DS: As it does for those campaigning for the repeal of the 8th Amendment [which in 1983 introduced a constitutional ban on abortion], another major issue in Irish society which you have been vocal in your support of.

…this is a redline issue: the fact that it is not safe to be a pregnant woman in Ireland, because if anything happens, your fetus has more rights than you do.

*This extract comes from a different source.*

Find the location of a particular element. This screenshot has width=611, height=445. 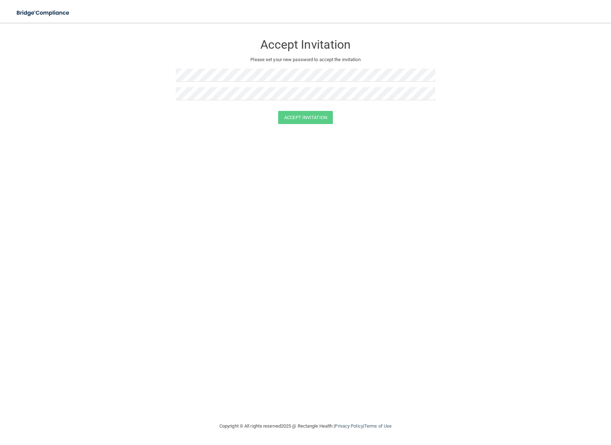

div: Copyright © All rights reserved 2025 @ Rectangle Health | | is located at coordinates (305, 426).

BMcK: Well we’re talking now in early February and there’s going to be a general election in Ireland at the end of the month. So canvassing has started, politicians are knocking on people’s doors to ask for their votes, and this is a redline issue: the fact that it is not safe to be a pregnant woman in Ireland, because if anything happens, your fetus has more rights than you do. It’s something that I feel really passionately about for various reasons, some of them personal, but one of the things I find most distressing is that the government has not even moved to protect women who have to terminate their pregnancies in England for medical reasons. So you have Irish women going to England to terminate pregnancies that are not viable, for medical reasons, and, if they want to bury the remains themselves (which many parents want to do), having to smuggle them back to Ireland in their cars or have their ashes DHL’d back weeks later. The stories are just desperately sad. Those of us supporting the repeal of the 8th Amendment want it repealed in all circumstances, but that the government will not even move to repeal it in this extreme circumstance, it disgusts me. I hope that people will bring it up on their doorsteps. If there were to be a referendum I think that it would be a very dirty campaign, but I do believe that the majority of people would vote for the amendment to be repealed.

DS: Do you think public opinion has swung to that point?

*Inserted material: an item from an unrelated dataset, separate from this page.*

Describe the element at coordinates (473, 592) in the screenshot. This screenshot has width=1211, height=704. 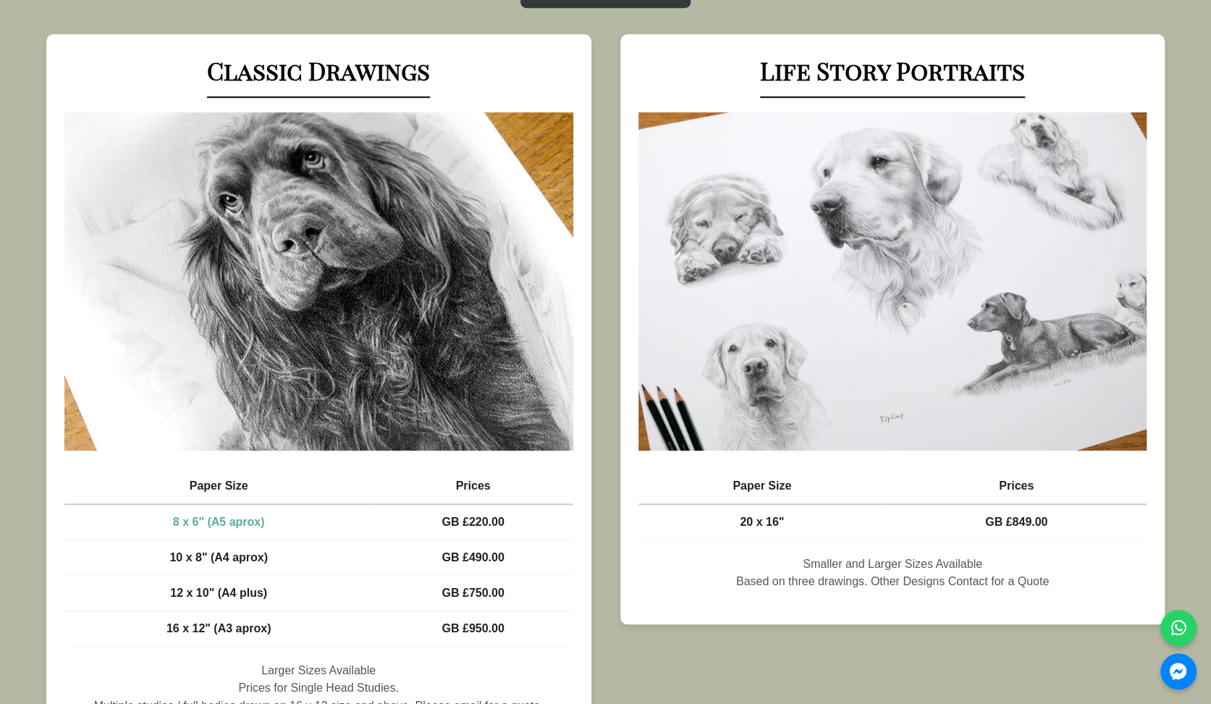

BMcK: I do. We have to remember that no woman of child-bearing age in Ireland has had an opportunity to vote on this issue in a referendum. It has been that long since it has been possible to vote in a referendum on what women are allowed to do with their own bodies. It’s a very neat, controlling maneuver that has been maintained by successive cowardly governments who don’t want to be the ones to step up to the plate and say, “ok, we’re doing this.” It was interesting to see how Enda Kenny, the current Taoiseach [Prime Minister] of Ireland, who has been in that position for a few years, made a public appearance in a gay bar six months before the marriage equality referendum took place. They made the decision that it was politically profitable to be openly pro marriage equality, that it was good for the image of Ireland. But it seems to me that they have also made the decision that it is not useful to them to project an image of an Ireland where women have a choice. I think the fact that, until last year, only straight couples could get married was damaging to the morale of the country. When you oppress one segment of the community, the rest of the community is also dragged down because of it. In the same way, in a country in which women’s rights are not respected, the rest of the county is dragged down because of that too. It’s just shocking that young girls in Ireland are growing up in a country that does not view them as equal citizens. It comes down to that.

Belinda will be in conversation with Joseph O’Neill on Tuesday, February 16, at the Irish Arts Center and with Kate Zambreno on Monday, February 22, at Bookcourt in Brooklyn.